#### [THE DATA]
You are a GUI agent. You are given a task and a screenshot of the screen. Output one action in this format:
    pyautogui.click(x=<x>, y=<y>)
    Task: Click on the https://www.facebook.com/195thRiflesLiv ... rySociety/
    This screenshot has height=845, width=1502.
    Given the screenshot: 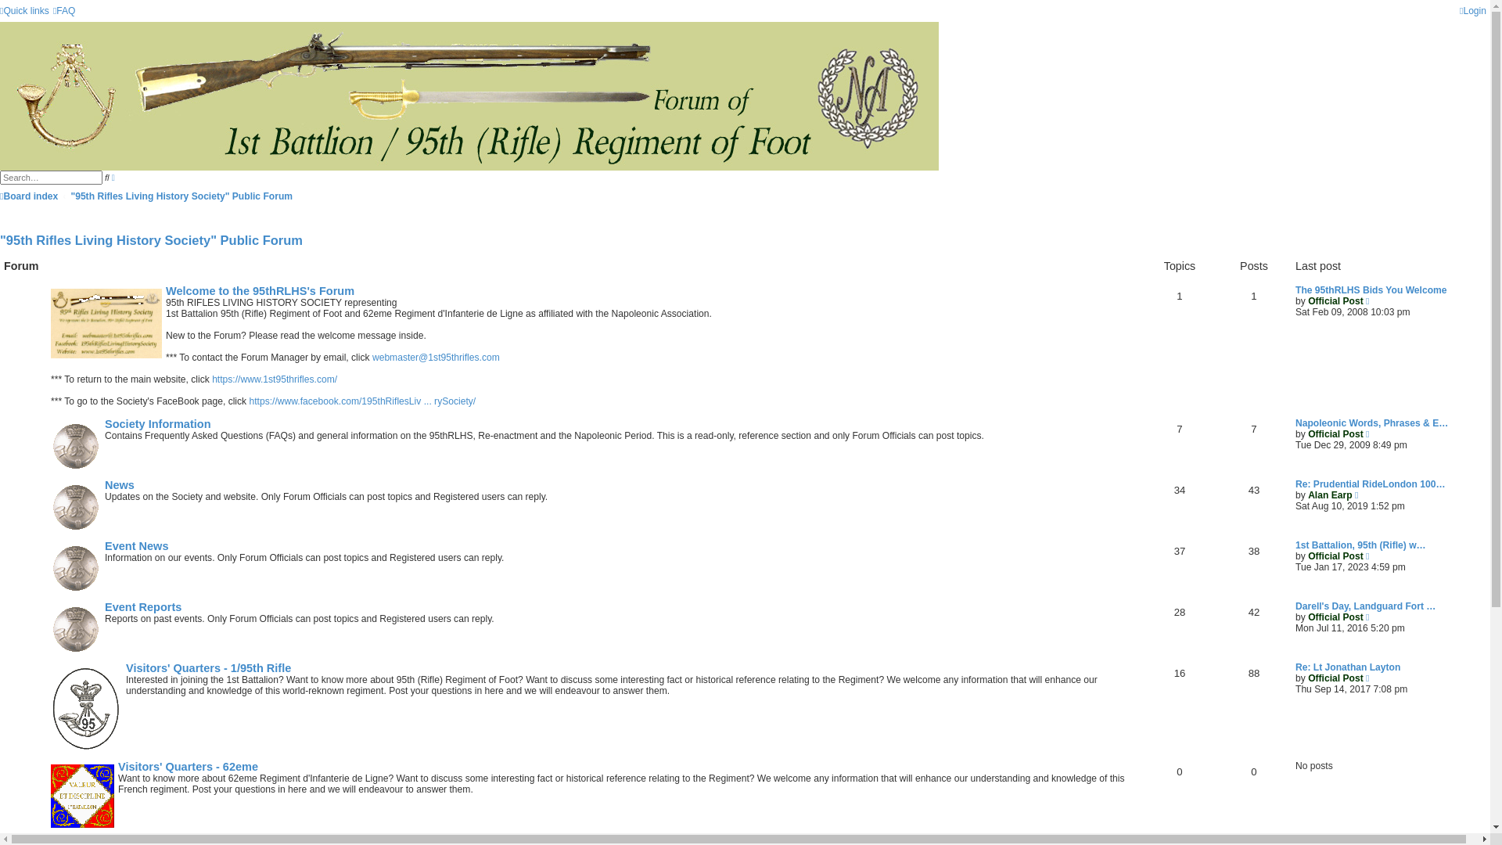 What is the action you would take?
    pyautogui.click(x=363, y=402)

#### [WHAT YOU ARE ASKED TO DO]
Up to and including the line with "This screenshot has", output every line of the records above exactly, starting from the first; output nothing else.

#### [ANSWER AREA]
You are a GUI agent. You are given a task and a screenshot of the screen. Output one action in this format:
    pyautogui.click(x=<x>, y=<y>)
    Task: Click on the https://www.facebook.com/195thRiflesLiv ... rySociety/
    This screenshot has height=845, width=1502.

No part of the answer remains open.